In the case of any other visitor, I should
have allowed myself to be discovered in the
drawing-room. There would have been
nothing out of the common in my having got tired
of the library, and having gone up-stairs for a
change. But my own self-respect stood in the
way of my meeting the person who had insulted
me by sending me back my books. I slipped
into the little third room, which I have
mentioned as communicating with the back
drawing-room, and dropped the curtains which
closed the open doorway. If I only waited
there for a minute or two, the usual result in
such cases would take place. That is to say,
the doctor would be conducted to his patient's
room.

I waited a minute or two, and more than a
minute or two.
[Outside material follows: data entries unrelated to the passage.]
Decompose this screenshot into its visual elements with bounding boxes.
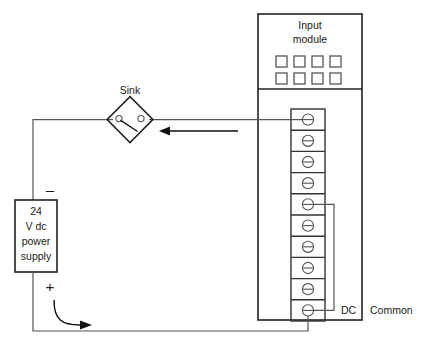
led-indicator [294,73,305,84]
return-path-arrow [159,127,238,136]
plc-input-wiring-diagram: Input module [0,0,422,350]
terminal-screw-2 [302,135,313,146]
power-supply-line4: supply [21,250,52,262]
terminal-screw-7 [302,241,313,252]
terminal-screw-3 [302,156,313,167]
wire-supply-positive-to-terminal10 [33,272,308,331]
led-indicator [276,73,287,84]
led-indicator [312,56,323,67]
power-supply-line3: power [22,235,51,247]
led-indicator [276,56,287,67]
common-label: Common [370,304,413,316]
terminal-screw-5 [302,199,313,210]
terminal-strip [291,109,325,321]
switch-contact-arm [120,120,137,131]
wiring-schematic-canvas: Input module [0,0,422,350]
terminal-screw-1 [302,114,313,125]
led-indicator [330,73,341,84]
led-indicator [330,56,341,67]
sink-sensor-symbol [107,97,153,143]
led-indicator [294,56,305,67]
positive-terminal-sign: + [46,278,55,295]
supply-path-arrow [54,300,92,330]
terminal-screw-6 [302,220,313,231]
negative-terminal-sign: – [46,181,55,198]
switch-contact-right [138,116,144,122]
sensor-diamond-outline [107,97,153,143]
module-title-line1: Input [298,19,321,31]
led-indicator [312,73,323,84]
terminal-screw-9 [302,284,313,295]
power-supply-line2: V dc [25,220,46,232]
module-title-line2: module [293,33,328,45]
terminal-screw-10 [302,305,313,316]
dc-label: DC [341,304,357,316]
sink-sensor-label: Sink [120,84,141,96]
power-supply-line1: 24 [30,205,42,217]
terminal-screw-4 [302,178,313,189]
led-indicator-group [276,56,341,84]
terminal-screw-8 [302,262,313,273]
I heard the visitor walking
restlessly backwards and forwards. I also
heard him talking to himself. I even thought
I recognised the voice. Had I made a
mistake? Was it not the doctor, but somebody
else? Mr. Bruff, for instance? No! an
unerring instinct told me it was not Mr. Bruff.
Whoever he was, he was still talking to himself.
I parted the heavy curtains the least
little morsel in the world, and listened.

The words I heard were, "I'll do it today!"
And the voice that spoke them was Mr. Godfrey
Ablewhite's.

              CHAPTER V.

My hand dropped from the curtain. But
don't supposeoh, don't supposethat the
dreadful embarrassment of my situation was
the uppermost idea in my mind! So
fervent still was the sisterly interest I felt in Mr.